Mother’s Day, 3 channel HD video, 6 channel directional sound environment, specially designed architecture, 15min (two alternating languages versions: English, Korean), 2006-2008, Courtesy of the artist

Smadar DREYFUS
Mother’s Day

In the Busan Biennale, the immersive structure of Dreyfus’s work is shown at its politically affective apex, in the work Mother’s Day (2006–2008). This piece places viewers in the heavily contested border area between Israel and Syria—specifically, the occupied Golan Heights. Young Syrians raised under Israeli rule were for many years permitted to cross into Syria for university studies, temporarily and under a rare agreement between the warring states. But in order to offer Mother’s Day greetings to their mothers, who remained in the Israeli controlled area, they came to speak across the border fence, at a location known as the “Shouting Hill”, using sound systems set up for the occasion. It was a festive occasion, a moment of contact, yet also conducted as a reminder of their ongoing liminal condition: in effect a public performance of resistance, in full view of military forces and news media cameras. Dreyfus’s installation immerses viewers in this emotionally and politically charged moment.
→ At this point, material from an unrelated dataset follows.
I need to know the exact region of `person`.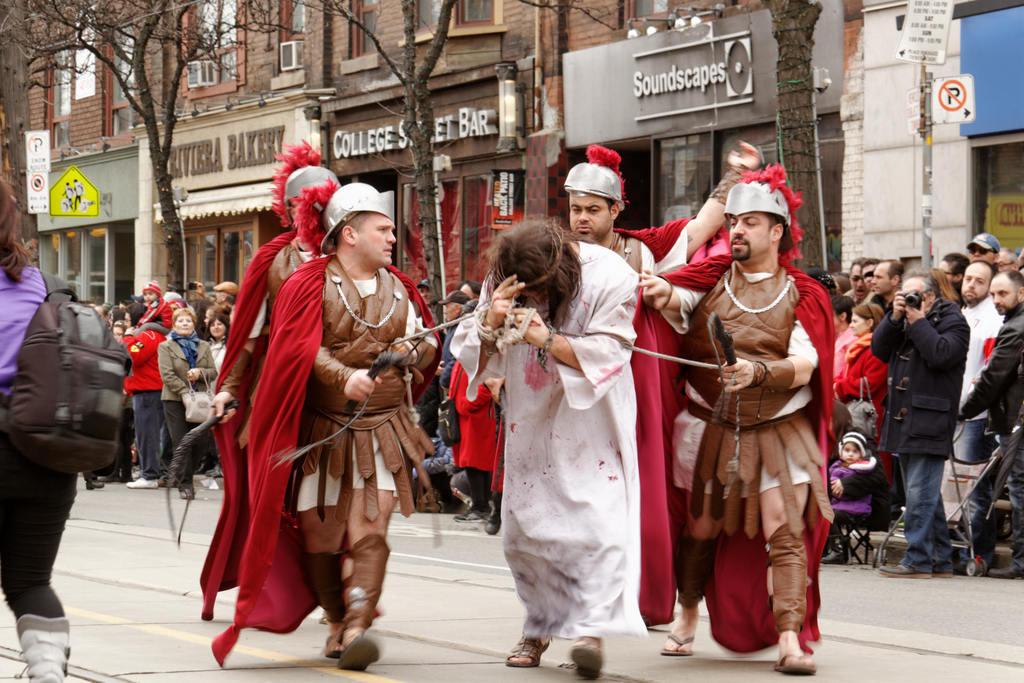
Region: detection(297, 185, 442, 673).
Viewers stand in a darkened space, on a platform, separated from the projected video and text by a balustrade. The situation’s geographical reality is in this way emphasized. The work also raises questions about spectatorship and the act of bearing witness. The artist has stated: “Mother’s Day enacts an audio snapshot of a moment in historical time, in 2006. Between 2011 and 2018, the Syrian government lost control of much of the area bordering the occupied Golan in the Syrian war, and students from there stopped traveling to Damascus to study. The Shouting Hill in the buffer-zone has been deserted, the UN forces left the area, and Mother’s Day celebrations no longer take place at the fence.